In Pictures: Walter Benjamin’s Little History of Photography
From the IMJ Collection
- August 9 2023 - March 5 2024
- Curator: Gilad Reich
- Designer: Libat Eden
- Billy Rose Pavilion
Perhaps more than any other text, Little History of Photography by the German-Jewish thinker Walter Benjamin (1892–1940) has shaped the way in which we understand early photography and the photographic act. One of the first theoretical studies of visual culture, this text laid the foundation for modern cultural criticism. Instead of regarding the artwork as a unique object, Benjamin emphasized the political and artistic potential of a new technology based on endless reproduction.
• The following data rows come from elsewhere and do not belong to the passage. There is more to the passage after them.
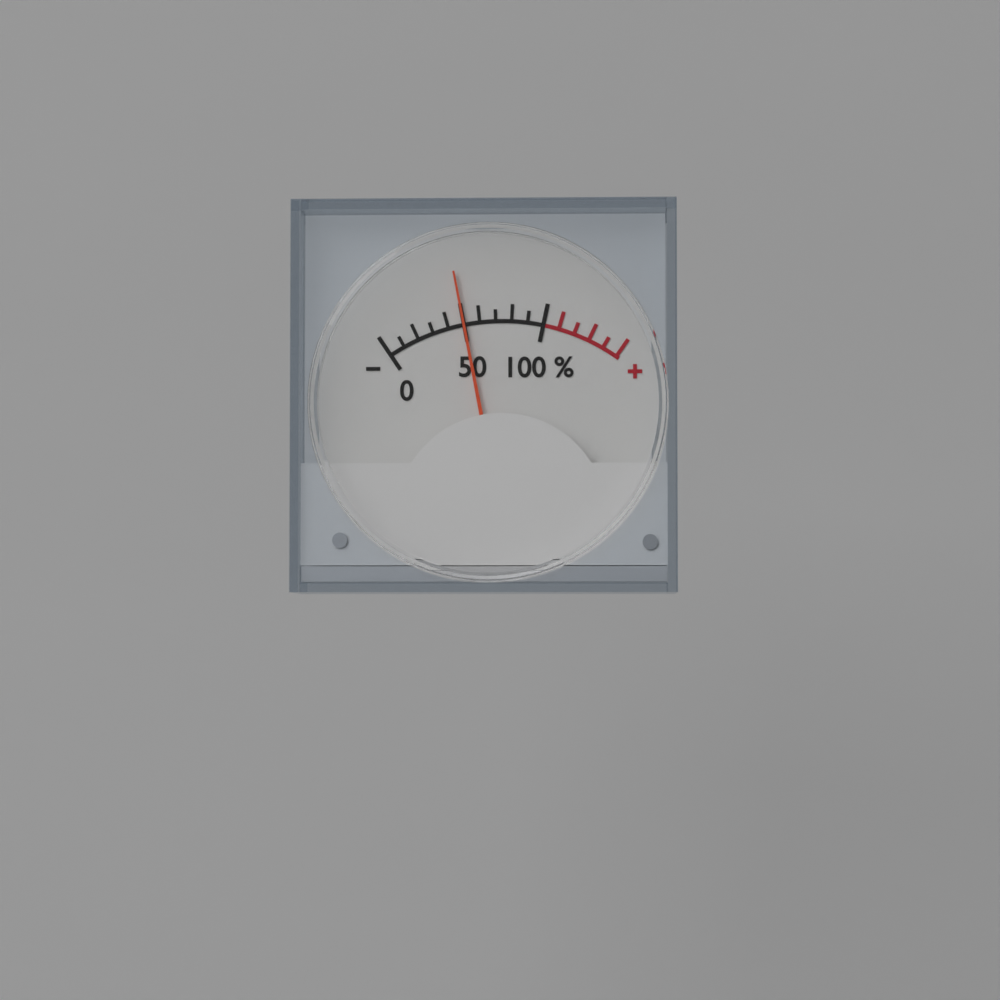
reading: 50 %
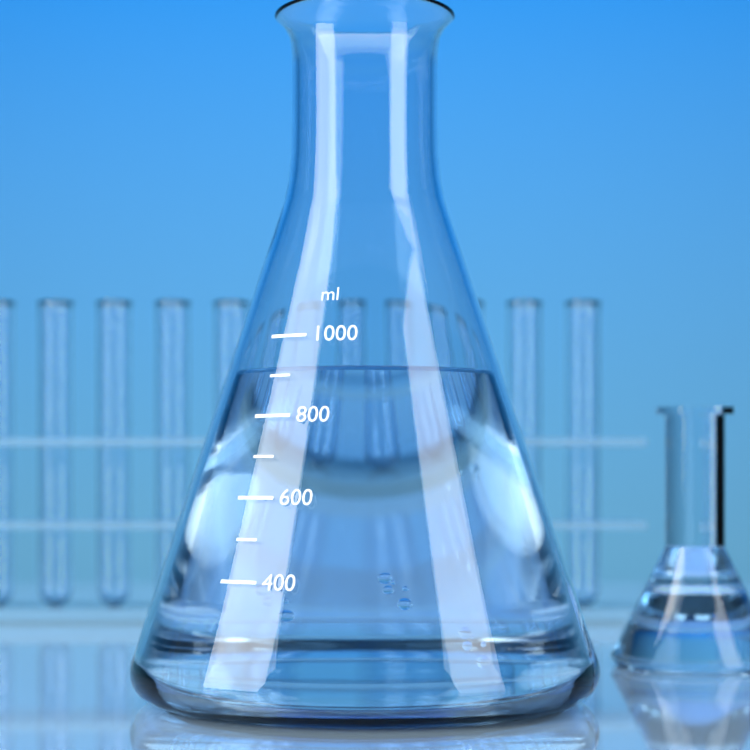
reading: 920 ml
In this text he introduced key concepts which were later developed in his most influential essay, “The Work of Art in the Age of Mechanical Reproducibility” (1935).
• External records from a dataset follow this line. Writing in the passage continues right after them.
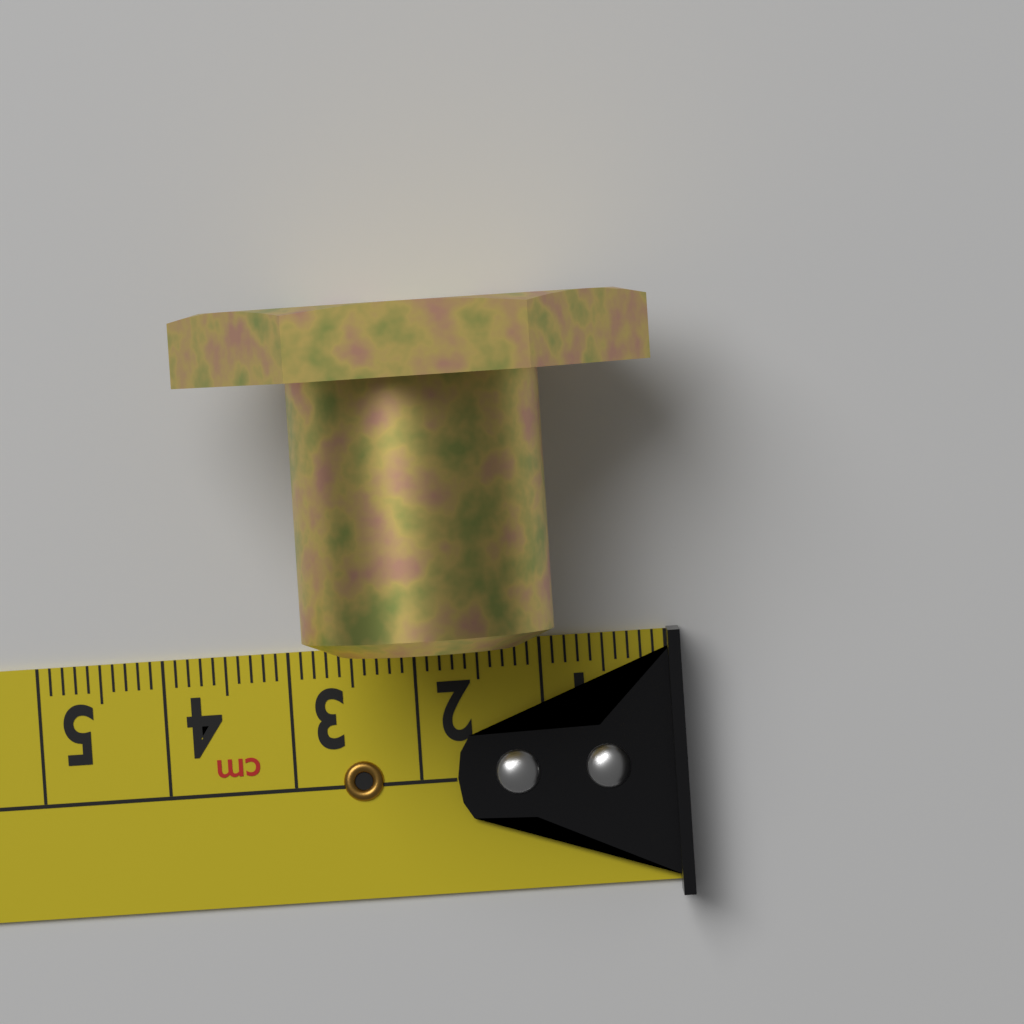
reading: 3.7 cm
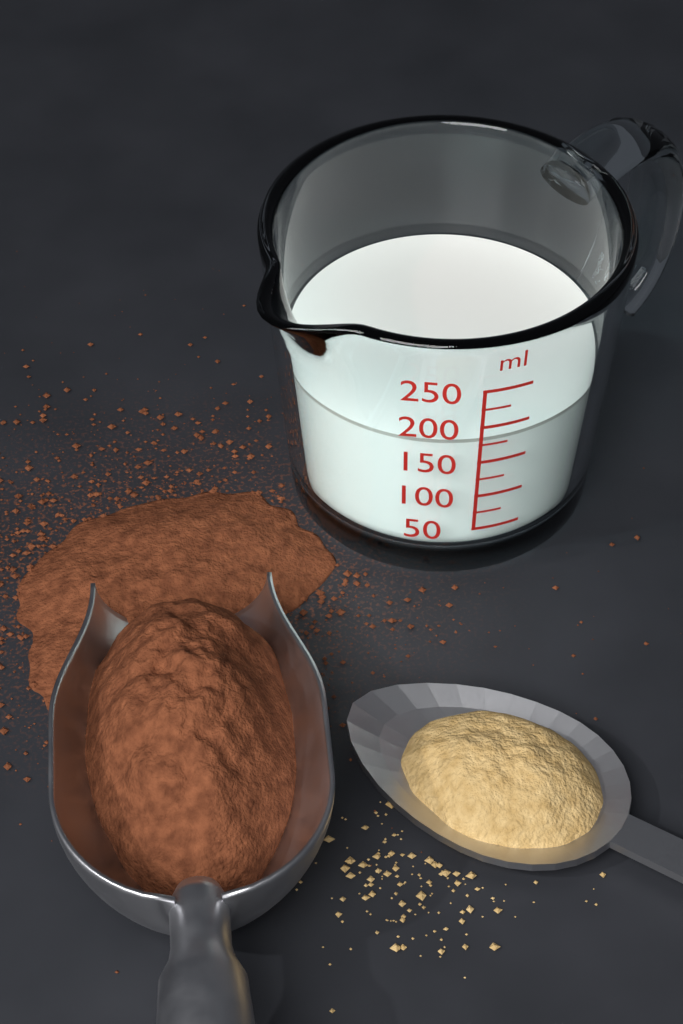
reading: 175 ml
Benjamin’s insights arose from his examination of albums and books about photography that came out in the 1920s and early 1930s. In September–October 1931 he published three short essays in a German literary journal, under the same title he would use when they appeared in book form: Kleine Geschichte der Photographie – Little History of Photography. The text was accompanied by a few images, which he had only seen as printed reproductions.
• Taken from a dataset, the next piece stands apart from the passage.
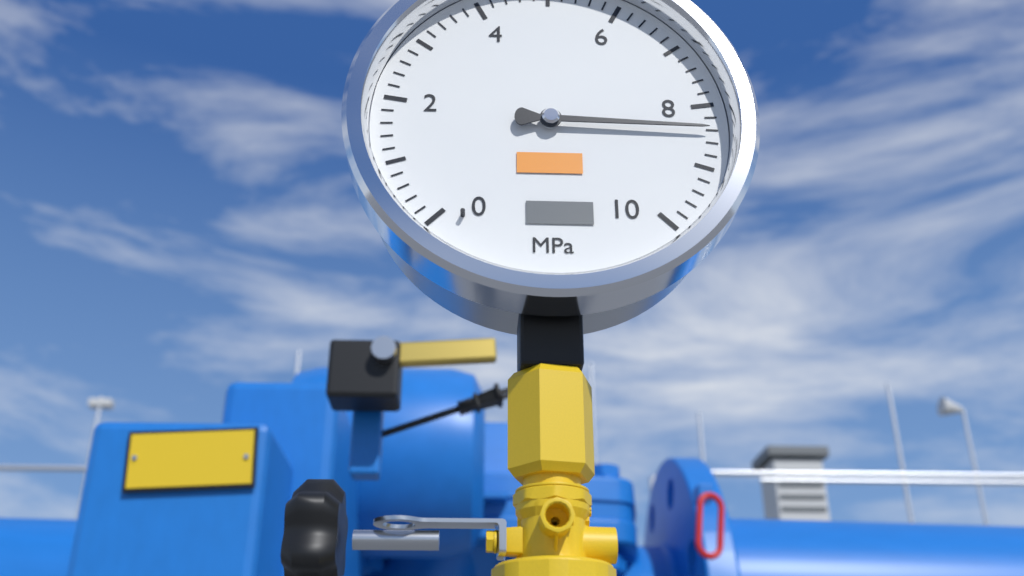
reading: 8.4 MPa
The Israel Museum is fortunate that in its rich holdings of 19th- and early 20th-century photography, every practitioner mentioned by Benjamin is represented. Bringing together works and seminal books by all of them, this exhibition offers a unique opportunity to immerse ourselves in Benjamin’s visual sources along with his ideas. Here we can see objects that are fully original – although he himself, thinking of the camera’s implications, wrote about an “age of reproducibility.”